Last week’s dress was deemed quietly elegant and almost offensively in-offensive. Beautiful (excepting, perhaps the sleeve bows), but too retiring and neutral to inspire much passion on either end (excepting, perhaps, once again, when it came to the bows). So this week I’ve chosen a dress, that while in (technically) neutral shades of browns & blacks, and sleek in silhouette, is determinedly un-neutral in every other respect. You might, in the end, decide it is also elegant, but not for reasons of quietude!
Things I took away from your responses:
- You thought the dress was pretty but ultimately a little boring.
- You don’t like brown.
- You really, really didn’t like those sleeve bows.
- But even if you don’t like brown and bows you recognise and reward good construction.
The Total: 8.4
Exactly the rating that a dress that would be supremely appropriate at any event without ever drawing attention to itself would be expected to get.
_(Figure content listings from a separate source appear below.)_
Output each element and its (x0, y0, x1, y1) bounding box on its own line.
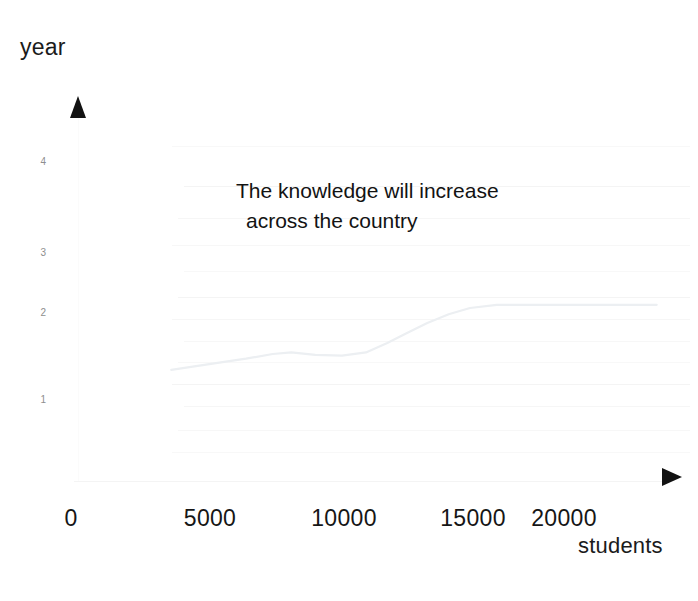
y-axis-line (78, 118, 79, 482)
y-tick-label-1: 1 (30, 394, 46, 405)
x-axis-arrow-icon (662, 468, 682, 486)
gridline (172, 452, 690, 453)
gridline (172, 319, 690, 320)
gridline (184, 406, 690, 407)
x-tick-label-0: 0 (46, 505, 96, 532)
y-axis-title: year (20, 34, 66, 61)
y-axis-arrow-icon (70, 96, 86, 118)
gridline (178, 430, 690, 431)
y-tick-label-4: 4 (30, 156, 46, 167)
chart-annotation: The knowledge will increase across the c… (236, 176, 556, 236)
x-axis-title: students (578, 533, 663, 559)
x-tick-label-20000: 20000 (509, 505, 619, 532)
x-axis-line (74, 481, 662, 482)
gridline (172, 245, 690, 246)
gridline (178, 362, 690, 363)
x-tick-label-10000: 10000 (289, 505, 399, 532)
series-line-knowledge (171, 305, 656, 370)
y-tick-label-2: 2 (30, 307, 46, 318)
gridline (184, 271, 690, 272)
gridline (178, 297, 690, 298)
annotation-line-2: across the country (236, 206, 556, 236)
x-tick-label-5000: 5000 (160, 505, 260, 532)
annotation-line-1: The knowledge will increase (236, 179, 499, 202)
chart-canvas: year 4 3 2 1 0 5000 10000 15000 20000 st… (0, 0, 698, 601)
gridline (172, 146, 690, 147)
y-tick-label-3: 3 (30, 247, 46, 258)
gridline (172, 384, 690, 385)
gridline (184, 341, 690, 342)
And I learned a lot about early Victorian trims that kind of look like tatting, so totally worth it!
This week:
The brief for this week’s dress was ‘shades of brown & black with a simple silhouette” (well, 1880s simple), “but definitely not boring”.
And the dressmaker/couturier (the extremely high-end American based Mme Uoll Gross) delivered.
She took rich plum-brown velvet, and paired it with a wildly pattern art-nouveau meets bizarre silk in shades of rust, peach, and bronze, with hints of blue & bronze.
To this she added beads (I’m 90% sure they are cut steel) in shimmering graphite black, arranging them in subtly variegated lines on fawn brown to create a trompe l’oeil effect which enhances the continuous princess lines and nipped waist of the late second-bustle-era silhouette.
On the back of the dress, the beads highlight the bustle, sculpted of the heavily pleated patterned silk (which almost seems to include a velvet or chenille texture).
On the front of the dress the lines of beading are echoed in the stripes of the buttons that frame the front of the dress. Sadly some of the buttons appear to be missing. It’s not clear if a full 5-6 buttons are missing at the top of the bodice, or if it switches from double buttons to single from the bustline upwards.
The contrasting textures and lines of the dress create a continual play with the silhouette, and the interplay between compression and volume, soft and hard, tailoring and drapery.
Mixing textures, materials, and fabric trims and manipulation techniques are quite common in later Victorian fashion. This example is, however, particularly innovative and experimental in its mix.
Retiring it is not. At the same time, it somehow manages to avoid being quite as shouty as a basic description would suggest.
What do you make of it?
Rate the Dress on a Scale of 1 to 10
A reminder about rating — feel free to be critical if you don’t like a thing, but make sure that your comments aren’t actually insulting to those who do like a garment. Our different tastes are what make Rate the Dress so interesting. It’s no fun when a comment implies that anyone who doesn’t agree with it, or who would wear a garment, is totally lacking in taste.
(as usual, nothing more complicated than a .5. I also hugely appreciate it if you only do one rating, and set it on a line at the very end of your comment, so I can find it! Thanks in advance!)